Paretsky was born in Ames, Iowa. Her father was a microbiologist and moved the family to Kansas in 1951 after taking a job at the University of Kansas, where Paretsky eventually graduated. Being Jewish, the family was limited in where they could live due to segregated zoning laws at the time, and they ended up renting an old farm house. Her relationship with her parents was strained; her mother was an alcoholic and her father was a harsh disciplinarian.[3]

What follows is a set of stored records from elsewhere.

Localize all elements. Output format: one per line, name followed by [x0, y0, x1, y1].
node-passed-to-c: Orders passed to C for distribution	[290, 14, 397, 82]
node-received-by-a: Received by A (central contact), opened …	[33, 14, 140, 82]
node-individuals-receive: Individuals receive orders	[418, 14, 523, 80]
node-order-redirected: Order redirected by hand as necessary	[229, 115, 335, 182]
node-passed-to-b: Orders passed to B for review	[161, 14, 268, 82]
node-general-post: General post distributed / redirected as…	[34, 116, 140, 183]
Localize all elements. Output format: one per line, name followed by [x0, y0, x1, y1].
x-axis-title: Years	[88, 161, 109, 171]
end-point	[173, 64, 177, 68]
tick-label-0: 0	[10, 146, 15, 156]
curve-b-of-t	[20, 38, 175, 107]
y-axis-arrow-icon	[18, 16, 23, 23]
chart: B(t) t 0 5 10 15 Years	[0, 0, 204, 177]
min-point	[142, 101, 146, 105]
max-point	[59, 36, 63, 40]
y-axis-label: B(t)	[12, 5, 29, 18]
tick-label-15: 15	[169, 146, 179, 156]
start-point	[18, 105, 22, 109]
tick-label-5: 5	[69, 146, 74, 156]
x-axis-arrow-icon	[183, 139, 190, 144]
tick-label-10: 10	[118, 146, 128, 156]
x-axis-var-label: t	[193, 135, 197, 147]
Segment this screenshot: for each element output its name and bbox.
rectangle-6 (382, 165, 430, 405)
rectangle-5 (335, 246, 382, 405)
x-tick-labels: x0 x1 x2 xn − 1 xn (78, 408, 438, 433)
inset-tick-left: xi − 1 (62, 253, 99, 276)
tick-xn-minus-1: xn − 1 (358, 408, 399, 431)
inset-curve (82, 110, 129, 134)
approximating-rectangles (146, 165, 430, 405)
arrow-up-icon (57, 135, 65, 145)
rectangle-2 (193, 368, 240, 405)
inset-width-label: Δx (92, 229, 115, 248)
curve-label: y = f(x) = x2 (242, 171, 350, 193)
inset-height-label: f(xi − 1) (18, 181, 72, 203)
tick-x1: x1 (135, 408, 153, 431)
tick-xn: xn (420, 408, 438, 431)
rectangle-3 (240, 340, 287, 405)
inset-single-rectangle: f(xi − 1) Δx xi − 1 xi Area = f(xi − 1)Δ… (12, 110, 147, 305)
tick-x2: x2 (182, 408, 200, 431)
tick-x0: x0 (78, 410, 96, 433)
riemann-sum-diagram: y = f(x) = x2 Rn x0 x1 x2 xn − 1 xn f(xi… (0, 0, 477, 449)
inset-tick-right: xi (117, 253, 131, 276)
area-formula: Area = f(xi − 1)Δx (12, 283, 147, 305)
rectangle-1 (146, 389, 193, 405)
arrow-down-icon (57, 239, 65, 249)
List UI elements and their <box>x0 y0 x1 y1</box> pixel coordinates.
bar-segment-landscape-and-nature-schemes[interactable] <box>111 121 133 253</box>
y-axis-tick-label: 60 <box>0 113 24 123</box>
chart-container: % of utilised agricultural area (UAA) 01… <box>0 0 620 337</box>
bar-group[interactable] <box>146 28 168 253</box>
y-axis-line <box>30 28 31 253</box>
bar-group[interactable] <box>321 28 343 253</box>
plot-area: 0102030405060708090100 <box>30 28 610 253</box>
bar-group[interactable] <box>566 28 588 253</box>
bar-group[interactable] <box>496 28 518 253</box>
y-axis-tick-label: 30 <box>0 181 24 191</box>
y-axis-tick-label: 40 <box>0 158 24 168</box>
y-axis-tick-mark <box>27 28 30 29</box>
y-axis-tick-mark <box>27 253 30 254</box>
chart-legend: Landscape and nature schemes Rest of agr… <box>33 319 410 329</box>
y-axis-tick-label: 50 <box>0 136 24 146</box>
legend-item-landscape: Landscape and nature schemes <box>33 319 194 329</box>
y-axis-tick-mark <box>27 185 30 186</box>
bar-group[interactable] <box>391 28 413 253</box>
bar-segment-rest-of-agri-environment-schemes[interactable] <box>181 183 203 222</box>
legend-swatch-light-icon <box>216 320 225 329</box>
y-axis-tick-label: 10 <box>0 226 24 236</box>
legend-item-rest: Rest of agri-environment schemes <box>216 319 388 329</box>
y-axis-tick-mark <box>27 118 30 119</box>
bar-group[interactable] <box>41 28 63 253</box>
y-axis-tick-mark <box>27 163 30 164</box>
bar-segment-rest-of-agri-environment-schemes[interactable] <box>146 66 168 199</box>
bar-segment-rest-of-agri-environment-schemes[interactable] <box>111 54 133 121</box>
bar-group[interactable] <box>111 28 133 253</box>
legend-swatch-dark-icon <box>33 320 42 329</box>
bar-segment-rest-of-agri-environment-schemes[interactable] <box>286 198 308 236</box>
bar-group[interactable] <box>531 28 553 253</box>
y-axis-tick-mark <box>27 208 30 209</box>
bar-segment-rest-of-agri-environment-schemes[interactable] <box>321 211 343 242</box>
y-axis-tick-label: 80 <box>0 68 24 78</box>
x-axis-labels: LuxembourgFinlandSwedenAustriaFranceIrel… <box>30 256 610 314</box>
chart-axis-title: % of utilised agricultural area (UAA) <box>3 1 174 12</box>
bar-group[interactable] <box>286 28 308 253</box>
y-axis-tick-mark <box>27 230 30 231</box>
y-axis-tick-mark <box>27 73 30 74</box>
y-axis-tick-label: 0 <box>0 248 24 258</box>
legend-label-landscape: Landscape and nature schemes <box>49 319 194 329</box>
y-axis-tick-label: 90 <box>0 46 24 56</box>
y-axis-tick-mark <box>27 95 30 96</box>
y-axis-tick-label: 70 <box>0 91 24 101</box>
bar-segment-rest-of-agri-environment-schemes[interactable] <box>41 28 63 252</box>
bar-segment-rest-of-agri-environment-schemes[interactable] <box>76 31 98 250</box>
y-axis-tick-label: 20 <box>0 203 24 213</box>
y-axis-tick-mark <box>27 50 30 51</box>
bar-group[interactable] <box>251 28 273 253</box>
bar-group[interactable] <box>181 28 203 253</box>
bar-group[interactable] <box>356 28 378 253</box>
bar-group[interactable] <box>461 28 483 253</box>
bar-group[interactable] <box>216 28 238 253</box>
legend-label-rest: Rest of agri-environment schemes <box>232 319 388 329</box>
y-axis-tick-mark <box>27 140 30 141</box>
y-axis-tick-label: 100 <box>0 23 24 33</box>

After obtaining a bachelor's degree in political science from the University of Kansas, she did community service work on the south side of Chicago in 1966 and returned in 1968 to work there. She ultimately completed a Ph.D. in history at the University of Chicago; her dissertation was entitled "The Breakdown of Moral Philosophy in New England Before the Civil War". She also earned an MBA from the University of Chicago Graduate School of Business.

Her husband, Courtenay Wright, was a professor of physics at the University of Chicago; the two were together from 1970 until his death in 2018. (https://chicago.suntimes.com/news/courtenay-wright-sara-paretsky-university-chicago-physicist-dday-witness-obituary/) She is an alumna of the Ragdale Foundation.[4]

She was to appear in an amateur light opera production in 2011.[1]

The protagonist of all but two of Paretsky's novels is V.I. Warshawski, a female private investigator. She created her as a female response to male hard-boiled detectives such as Raymond Chandler's Philip Marlowe.

In 1991 the film V.I. Warshawski was released starring Kathleen Turner. The lead character came from Paretsky, and although the film is based on the novel Deadlock, several changes were made from the book.[5]

Paretsky is credited with transforming the role and image of women in the crime novel.[6] The Winter 2007 issue of Clues: A Journal of Detection is devoted to her work.[7] She is also considered the founding mother of Sisters in Crime, an organization that supports and promotes women in the mystery field.